I'm writing my master's thesis and I need older versions MinGW to my
research - as many binary versions as possible (since GCC 2.95) for
Microsoft Windows. I will test the impact of new language constructs on the
speed of compiling the source code and size of source code... and many,
many other things will be tested. Where can download all versions? ;-)

Thanks for the help
Regards,

^ permalink raw reply	[flat|nested] 3+ messages in thread

* Re: Older versions MinGW to research
  2018-12-10 10:40 Older versions MinGW to research Wojciech Balawender
@ 2018-12-10 12:49 ` David Brown
  2018-12-11  9:04   ` Jonathan Wakely
  0 siblings, 1 reply; 3+ messages in thread
From: David Brown @ 2018-12-10 12:49 UTC (permalink / raw)
  To: Wojciech Balawender, gcc-help

On 10/12/18 06:20, Wojciech Balawender wrote:
>  Hello,
> 
> I'm writing my master's thesis and I need older versions MinGW to my
> research - as many binary versions as possible (since GCC 2.95) for
> Microsoft Windows. I will test the impact of new language constructs on the
> speed of compiling the source code and size of source code... and many,
> many other things will be tested. Where can download all versions? ;-)
> 
> Thanks for the help
> Regards,
> 

I would say that if you want to test the different versions of the
compiler itself, you do /not/ want binaries.  A key point is that older
versions of gcc binaries will be compiled using older versions of gcc -
and this will cause artificial changes to the compile speed.  You would
be better getting the source code tarballs for different gcc releases,
and compile them all using the same version of gcc, with the same basic
optimisation settings.

And you should do yourself a favour and switch to Linux for this.  It
will be hugely easier to do, and eliminate many complications and
additional sources of variation such as the C library (which for MinGW
was MS's msvccrt DLL, but is different for modern MinGW-64).

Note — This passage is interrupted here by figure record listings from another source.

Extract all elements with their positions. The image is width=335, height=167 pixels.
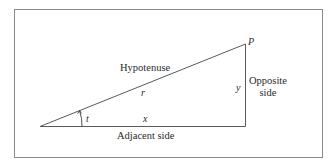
- adjacent-side-label: Adjacent side: [117, 131, 174, 142]
- angle-arc-icon: [78, 111, 82, 127]
- y-label: y: [236, 83, 240, 93]
- hypotenuse-label: Hypotenuse: [120, 63, 170, 74]
- opposite-side-label: Opposite side: [248, 75, 288, 99]
- point-p-label: P: [248, 37, 254, 47]
- opposite-side-label-line1: Opposite: [248, 75, 288, 87]
- r-label: r: [141, 88, 145, 98]
- opposite-side-label-line2: side: [248, 87, 288, 99]
- angle-t-label: t: [86, 114, 89, 124]
- x-label: x: [143, 114, 147, 124]
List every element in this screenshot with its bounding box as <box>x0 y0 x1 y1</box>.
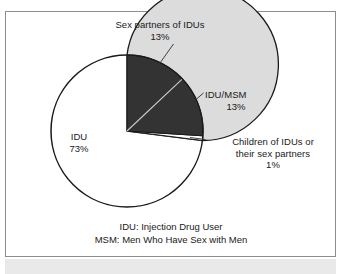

If you follow these two steps, then the gcc source releases are all
conveniently available for download from the gcc website.

^ permalink raw reply	[flat|nested] 3+ messages in thread

* Re: Older versions MinGW to research
  2018-12-10 12:49 ` David Brown
@ 2018-12-11  9:04   ` Jonathan Wakely
  0 siblings, 0 replies; 3+ messages in thread
From: Jonathan Wakely @ 2018-12-11  9:04 UTC (permalink / raw)
  To: wojciech.balawender; +Cc: gcc-help, David Brown

On Mon, 10 Dec 2018 at 12:46, David Brown wrote:
>
> On 10/12/18 06:20, Wojciech Balawender wrote:
> >  Hello,
> >
> > I'm writing my master's thesis and I need older versions MinGW to my
> > research - as many binary versions as possible (since GCC 2.95) for
> > Microsoft Windows. I will test the impact of new language constructs on the
> > speed of compiling the source code and size of source code... and many,
> > many other things will be tested. Where can download all versions? ;-)
> >
> > Thanks for the help
> > Regards,
> >
>
> I would say that if you want to test the different versions of the
> compiler itself, you do /not/ want binaries.  A key point is that older
> versions of gcc binaries will be compiled using older versions of gcc -
> and this will cause artificial changes to the compile speed.  You would
> be better getting the source code tarballs for different gcc releases,
> and compile them all using the same version of gcc, with the same basic
> optimisation settings.
>
> And you should do yourself a favour and switch to Linux for this.  It
> will be hugely easier to do, and eliminate many complications and
> additional sources of variation such as the C library (which for MinGW
> was MS's msvccrt DLL, but is different for modern MinGW-64).
>
> If you follow these two steps, then the gcc source releases are all
> conveniently available for download from the gcc website.

On the other hand, you won't find either mingw32 binaries or sources
on the GCC website, because it's a different project. You'd have to
ask mingw where to find their binaries, instead of asking GCC.

^ permalink raw reply	[flat|nested] 3+ messages in thread

end of thread, other threads:[~2018-12-10 12:49 UTC | newest]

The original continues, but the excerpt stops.